Cinderella Unenchanted

JA from MNPP here - back at the start of December we took a look at the news that Never Let Me Go and One Hour Photo director Mark Romanek had supposedly set his sights on reimagining Cinderella live-action-style for Disney, with Saoirsie Ronan maybe stepping into the glass slippers, and Cate Blanchett playing the villainous Stepmother.

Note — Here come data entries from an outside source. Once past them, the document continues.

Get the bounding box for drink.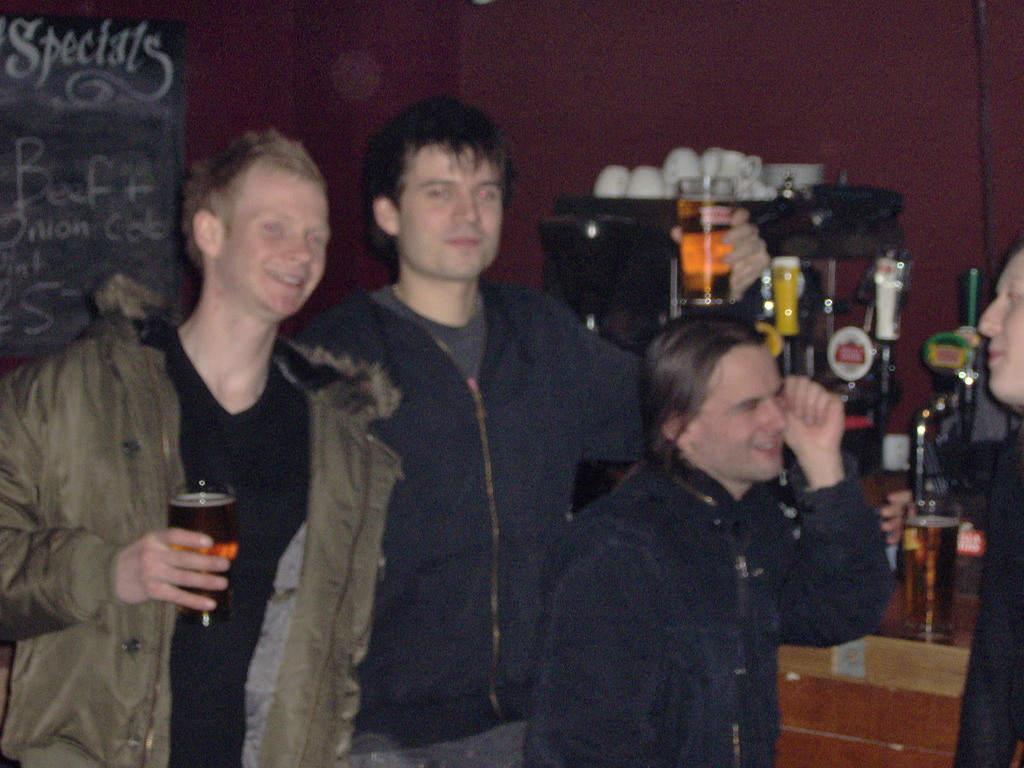
bbox=[674, 173, 731, 303].
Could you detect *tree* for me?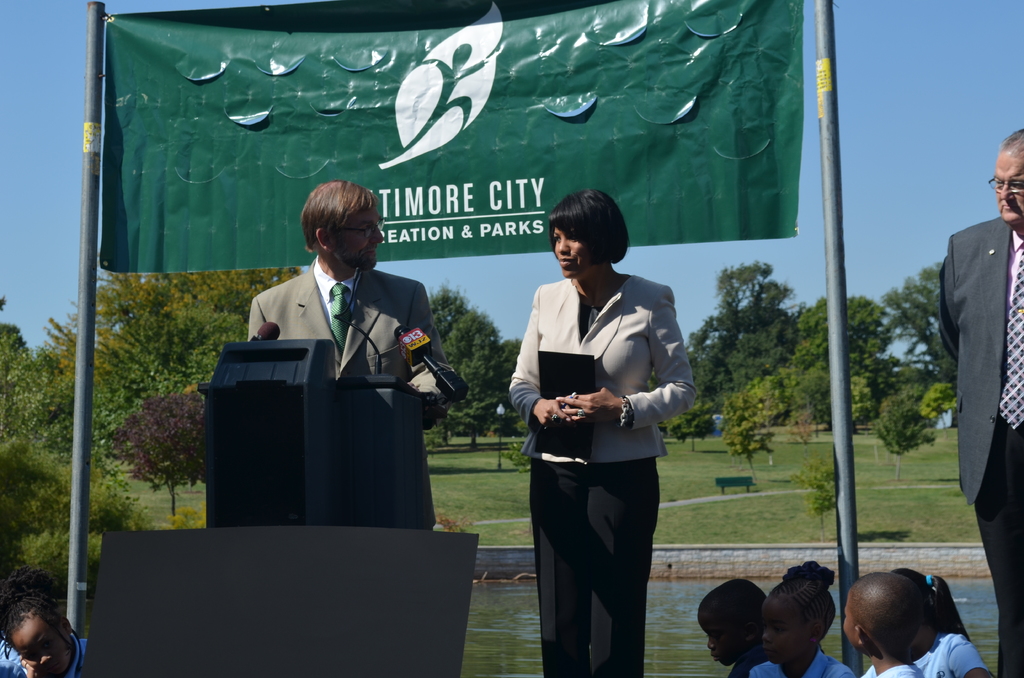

To me this certainly seemed an odd fit for him and I said at the time that, knowing his sordid history with the studio system (woe be The Wolf Man production), I wasn't sure why he was tossing himself back into the belly of the beast.

Well maybe he finally sat down and watched Tarsem's Mirror Mirror because sure enough, cut to a month or so later and he's dropped out of the project because of "differing views on how to tell the story." I guess Disney wasn't keen on having Gus the singing mouse reenact the video for "Closer."

Chris Weitz (About a Boy) wrote the script so my guess is, if he's keen to direct something big like this after the Golden Compass semi-debacle, he's got a shot at the gig, or they'll just hire some boring director-for-hire... but for a moment let's pretend we work at Disney (close your eyes and feel the felt mouse-ears cap on your head, I know you can do it) and it's our job to find the perfect director for a live-action Cinderella. Who do you hire? Imagine what someone with real vision could do --- what would David Cronenberg make that pumpkin carriage look like? Or the scene with the slippers! He'd go all old-school Grimm on it with the foot-goring. Sigh, I dream too big.